Potosí · the silver mountain

The highest city of its size on earth, 4,090 metres at the foot of a mountain that once bankrolled an empire. Cerro Rico still bleeds silver, and the miners still leave coca for El Tío.
2 nights
Drive Sucre → Potosí · ~165 km · ~3 hr · the climb back up onto the altiplano
Ethics the Cerro Rico mine tour is controversial · go only with an ex-miner-led cooperative, bring gifts (coca, dynamite, soft drinks) to the working tunnels
Things to do
  • Cerro Rico cooperative mine tour · helmet and headlamp, the offering to El Tío at the tunnel shrine, two hours underground at 4,300m
  • Casa de la Moneda · the royal mint where the Spanish empire pressed pieces of eight for three centuries
  • San Francisco bell tower · climb the spiral for the best view of the colonial grid and the Cerro looming red above it
  • Convento de Santa Teresa · the cloistered Carmelites, the dowry portraits, the rotating turnstile through the grille
  • K'ala phurka soup at a Mercado Central stall · a volcanic stone dropped in the bowl makes it boil at the table
Back to altitude — Potosí is higher than Lhasa · take it slow on arrival, the climb to San Francisco's bell tower will tell you what your lungs think · the mine tour is physically demanding and ethically heavy, not a bucket-list tick
Bookings
rental Shared van Sucre → Potosí · morning departure pending
hotel Potosí · 2 nights in a restored colonial casona near the plaza pending
activity Cerro Rico cooperative mine tour · ex-miner guide · 4 hr pending
Big Deal Tours or Koala Tours — both run by former miners
flight Potosí → Sucre → Santa Cruz → HKG · departure 2027-07-21 pending
Jul 21 · Day 12 · the last one

Last salteña on the plaza. Then the long flight north.

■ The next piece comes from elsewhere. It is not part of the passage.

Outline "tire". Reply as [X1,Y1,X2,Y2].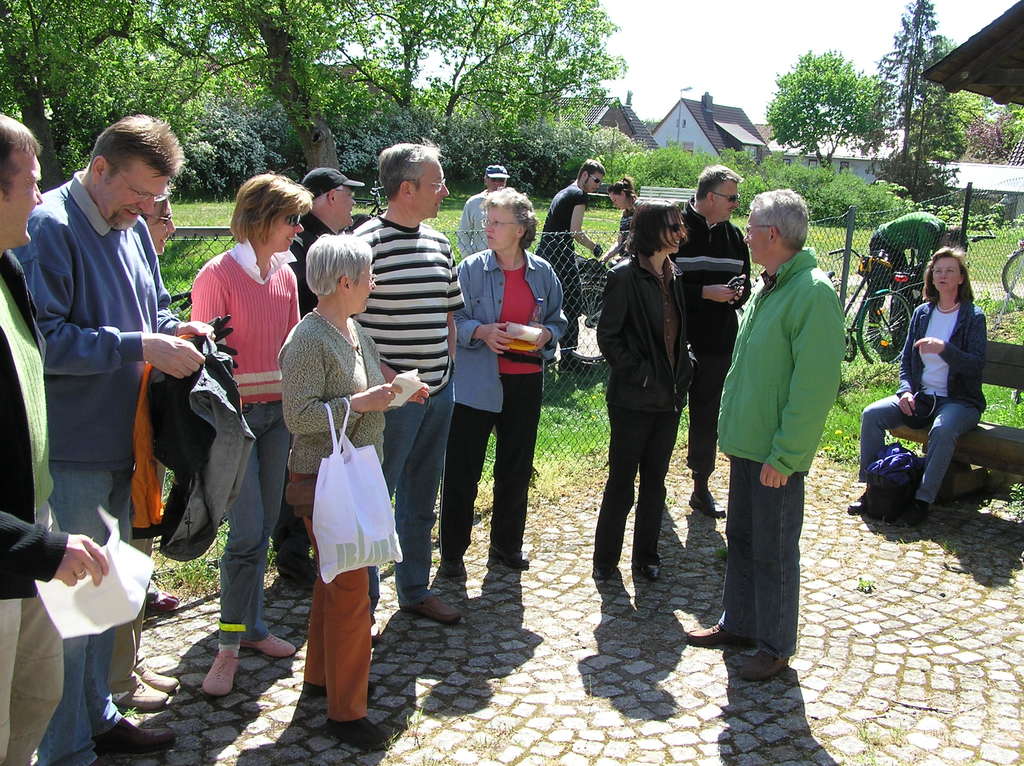
[570,280,608,363].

A final morning in Potosí, the bell tower of San Francisco above red tile and white stucco, the Cerro a rust-coloured shadow against the winter sky. Coca tea on the plaza, salteñas wrapped in paper for the road. Down off the altiplano by bus to Sucre, the short hop to Santa Cruz, the long-haul out. Eleven nights — the salt still on the boots, the taste of llajwa still on the tongue, the altitude already letting go.